Migrate from GitHub Merge Queue to Mergify

Technical mapping of GitHub Merge Queue concepts to Mergify with added capabilities.


GitHub’s native Merge Queue ensures each PR is tested against the latest base before merging. Migrating to Mergify keeps that guarantee while adding fine‑grained policies, batching strategies, real CI efficiency insights, and queue observability (latency, throughput, bottlenecks) in one system.

This guide shows a minimal, incremental migration—no rewrites, keep your branch protections and required checks exactly as they are.

When to move beyond GitHub Merge Queue

Section titled When to move beyond GitHub Merge Queue

Choose Mergify if you need any of:

  • Multiple queue policies (e.g., different batch sizes / update methods per directory or label)

  • Conditional enqueue rules (labels, file globs, author, commit message, path ownership)

  • Explicit priorities (interactive hotfix elevation)

  • Parallel speculative checks (reduce head‑of‑line blocking)

  • Batching by size / count with automatic fallback

  • Queue metrics: wait time, success ratio, batch efficiency, test amplification

  • Integrated workflow actions (label, rebase, backport, deployment gating) without extra bots

While Mergify offers more features, here is a mapping of existing GitHub Merge Queue features:

GitHub Merge QueueMergify
Single queue per protected branchOne or more queue_rules with conditions
Merge Group (= test head + base)Batch / virtual merge reference
Required status checksqueue_conditions using check-success = <name>
Strict update before mergeupdate_method (merge/rebase) + automatic refresh

Minimal equivalent configuration

Section titled Minimal equivalent configuration

If today you rely on a protected main with a GitHub Merge Queue, there is no needed configuration. Mergify automatically injects your ruleset or branch protections into the queue system. Simply type @mergify queue to queue a pull request.

This reproduces the same invariant: every PR merged only after re‑validation on the latest main.

Increase throughput by validating multiple PRs together.
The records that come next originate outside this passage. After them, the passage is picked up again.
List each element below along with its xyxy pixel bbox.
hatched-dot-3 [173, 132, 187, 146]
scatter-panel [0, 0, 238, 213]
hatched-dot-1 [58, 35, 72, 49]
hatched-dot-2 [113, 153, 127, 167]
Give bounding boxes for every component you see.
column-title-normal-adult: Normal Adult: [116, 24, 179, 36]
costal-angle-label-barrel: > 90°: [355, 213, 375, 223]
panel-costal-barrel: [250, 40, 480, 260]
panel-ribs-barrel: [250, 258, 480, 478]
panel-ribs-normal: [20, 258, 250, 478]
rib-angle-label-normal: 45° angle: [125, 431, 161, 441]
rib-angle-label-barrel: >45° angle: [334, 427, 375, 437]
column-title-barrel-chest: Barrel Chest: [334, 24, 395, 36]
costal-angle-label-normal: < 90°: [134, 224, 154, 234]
Start conservatively:

queue_rules:
  - name: main
    batch_size: 2

If a batch fails, Mergify automatically reduces scope and isolates the culprit PRs without manual intervention.
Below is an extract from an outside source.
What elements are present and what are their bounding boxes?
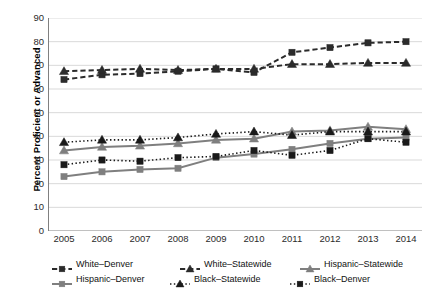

Enable urgent hotfix merges without draining the whole queue using priorities:

priority_rules:
  - name: critical
    conditions:
      - label = hotfix
    priority: high

Apply a hotfix label; those PRs jump ahead while fairness is preserved.

Mergify exposes:

  • Queue length & wait time trends
  • Batch efficiency (merged PRs per CI cycle)
  • Flaky / slow check impact (integrates with CI Insights)
  • Per‑PR timeline: enqueue → validation start → merge

Use this data to tune batch size, break down monolithic checks, or add two‑step CI (fast + full) to shorten average cycle time.
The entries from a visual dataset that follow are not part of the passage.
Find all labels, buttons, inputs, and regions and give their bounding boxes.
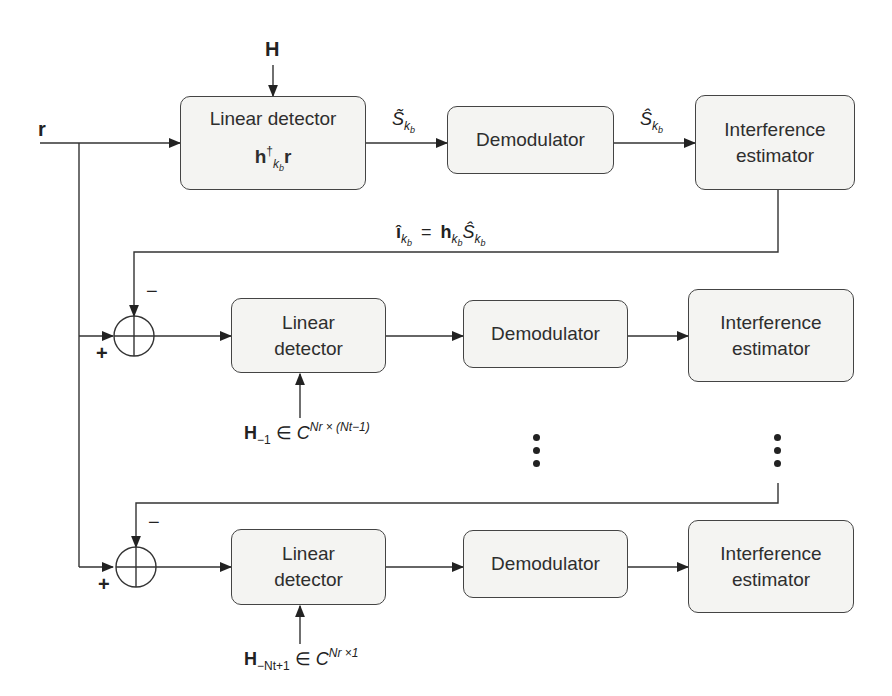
row3-sum-plus: +	[98, 573, 110, 596]
row3-demodulator-title: Demodulator	[491, 551, 600, 577]
row2-ie-line2: estimator	[732, 336, 810, 362]
input-H-label: H	[265, 38, 279, 61]
ellipsis-dots-demod	[533, 434, 541, 473]
row3-ld-line1: Linear	[282, 541, 335, 567]
input-r-label: r	[38, 118, 46, 141]
row1-interference-estimator[interactable]: Interference estimator	[695, 95, 855, 190]
row1-ie-line1: Interference	[724, 117, 825, 143]
row1-edge2-label: Ŝkb	[640, 109, 663, 135]
ellipsis-dots-estimator	[774, 434, 782, 473]
row2-demodulator-title: Demodulator	[491, 321, 600, 347]
row2-sum-minus: −	[146, 280, 158, 303]
row3-ld-line2: detector	[274, 567, 343, 593]
row3-demodulator[interactable]: Demodulator	[463, 530, 628, 598]
row2-ie-line1: Interference	[720, 310, 821, 336]
row3-sum-minus: −	[148, 511, 160, 534]
row2-channel-label: H−1 ∈ CNr × (Nt−1)	[244, 420, 370, 447]
row1-linear-detector-formula: h†kbr	[255, 138, 292, 181]
row1-feedback-label: îkb = hkbŜkb	[396, 222, 486, 248]
row1-demodulator-title: Demodulator	[476, 127, 585, 153]
row3-linear-detector[interactable]: Linear detector	[231, 529, 386, 605]
row1-ie-line2: estimator	[736, 143, 814, 169]
row2-sum-plus: +	[96, 342, 108, 365]
row3-ie-line2: estimator	[732, 567, 810, 593]
row1-edge1-label: S̃kb	[392, 109, 415, 135]
row3-channel-label: H−Nt+1 ∈ CNr ×1	[244, 646, 358, 673]
row1-linear-detector-title: Linear detector	[210, 106, 337, 132]
row2-ld-line1: Linear	[282, 310, 335, 336]
row3-interference-estimator[interactable]: Interference estimator	[688, 520, 854, 613]
row2-demodulator[interactable]: Demodulator	[463, 300, 628, 368]
row3-ie-line1: Interference	[720, 541, 821, 567]
row1-demodulator[interactable]: Demodulator	[447, 106, 614, 174]
row2-linear-detector[interactable]: Linear detector	[231, 298, 386, 373]
row2-interference-estimator[interactable]: Interference estimator	[688, 289, 854, 382]
row1-linear-detector[interactable]: Linear detector h†kbr	[180, 96, 366, 190]
row2-ld-line2: detector	[274, 336, 343, 362]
Incremental migration strategy

Section titled Incremental migration strategy
  1. If needed, add the .mergify.yml configuration file with a queue_rules block (leave GitHub Merge Queue enabled)

  2. Queue a low‑risk PR using @mergify queue

  3. Compare timing & merge behavior

  4. Disable GitHub Merge Queue once satisfied and rely solely on Mergify

  5. Layer in batching, priorities, additional rules

Rollback is trivial: toggle GitHub’s native queue back on; no destructive state.

Does Mergify require removing branch protections? No. Keep them; Mergify works with them. Just avoid duplicate required contexts (same check listed in both branch protection and queue conditions is fine—no double run).

Do I lose the merge squash/rebase options? No. Configure merge_method per rule; you can still vary merge strategies across PR subsets.

Is there vendor lock‑in? Config is a single YAML file; removal falls back to native GitHub behavior immediately.